Natural Rationality | decision-making in the economy of nature

4/28/08

Dan Ariely on Understanding the Logic Behind Illogical Decisions

Found on the American Association Management website: a podcast on behavioral economics


Dan Ariely on Understanding the Logic Behind Illogical Decisions

An MIT professor discovers that people tend to behave irrationally in a predictable fashion.

April 18, 2008 / Podcast # 08-16

Dan Ariely

Irrational behavior is a part of human nature, but as MIT professor Dan Ariely has discovered in 20 years of researching behavioral economics, people tend to behave irrationally in a predictable fashion. Drawing on psychology and economics, behavioral economics can show us why cautious people make poor decisions about sex when aroused, why patients get greater relief from a more expensive drug over its cheaper counterpart and why honest people may steal office supplies or communal food, but not money. According to Ariely’s new book Predictably Irrational, our understanding of economics, now based on the assumption of a rational subject, should, in fact, be based on our systematic, unsurprising irrationality. Ariely argues that greater understanding of previously ignored or misunderstood forces (emotions, relativity and social norms) that influence our economic behavior brings a variety of opportunities for reexamining individual motivation and consumer choice, as well as economic and educational policy.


- Work instruction: A faithful transcript of all the lines below, with no pictures, is the goal here.

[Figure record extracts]
......

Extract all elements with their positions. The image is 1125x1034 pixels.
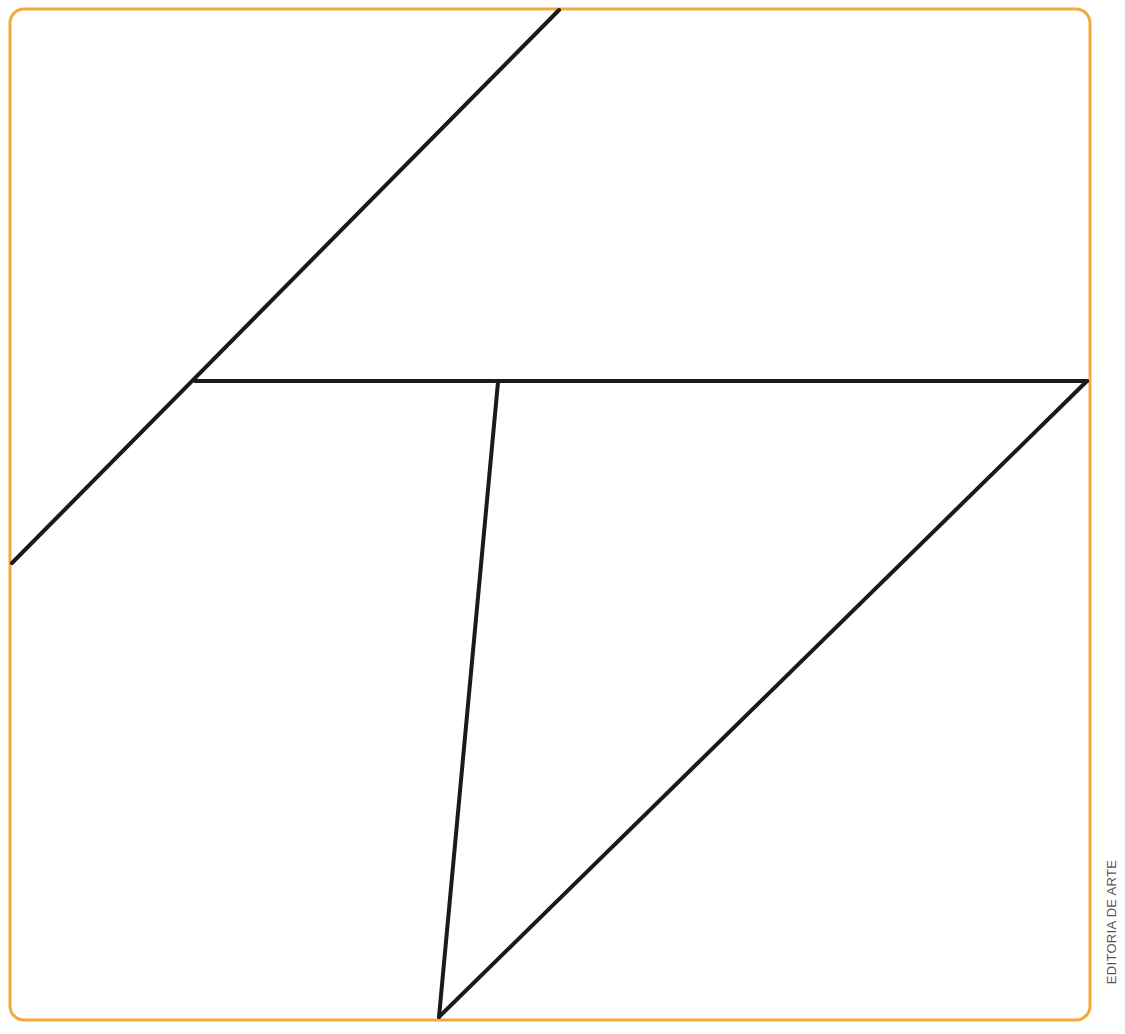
dividing-lines bbox=[12, 10, 1087, 1017]
image-credit: EDITORIA DE ARTE bbox=[1104, 860, 1119, 984]
line-diagonal-lower-right bbox=[439, 381, 1087, 1017]
geometric-figure bbox=[0, 0, 1125, 1034]
square-border bbox=[10, 9, 1090, 1020]
line-diagonal-upper-left bbox=[12, 10, 559, 563]
line-near-vertical-center bbox=[439, 382, 498, 1017]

......

- Your response:
Extract all elements with their positions. The image is 1125x1034 pixels.
dividing-lines bbox=[12, 10, 1087, 1017]
image-credit: EDITORIA DE ARTE bbox=[1104, 860, 1119, 984]
line-diagonal-lower-right bbox=[439, 381, 1087, 1017]
geometric-figure bbox=[0, 0, 1125, 1034]
square-border bbox=[10, 9, 1090, 1020]
line-diagonal-upper-left bbox=[12, 10, 559, 563]
line-near-vertical-center bbox=[439, 382, 498, 1017]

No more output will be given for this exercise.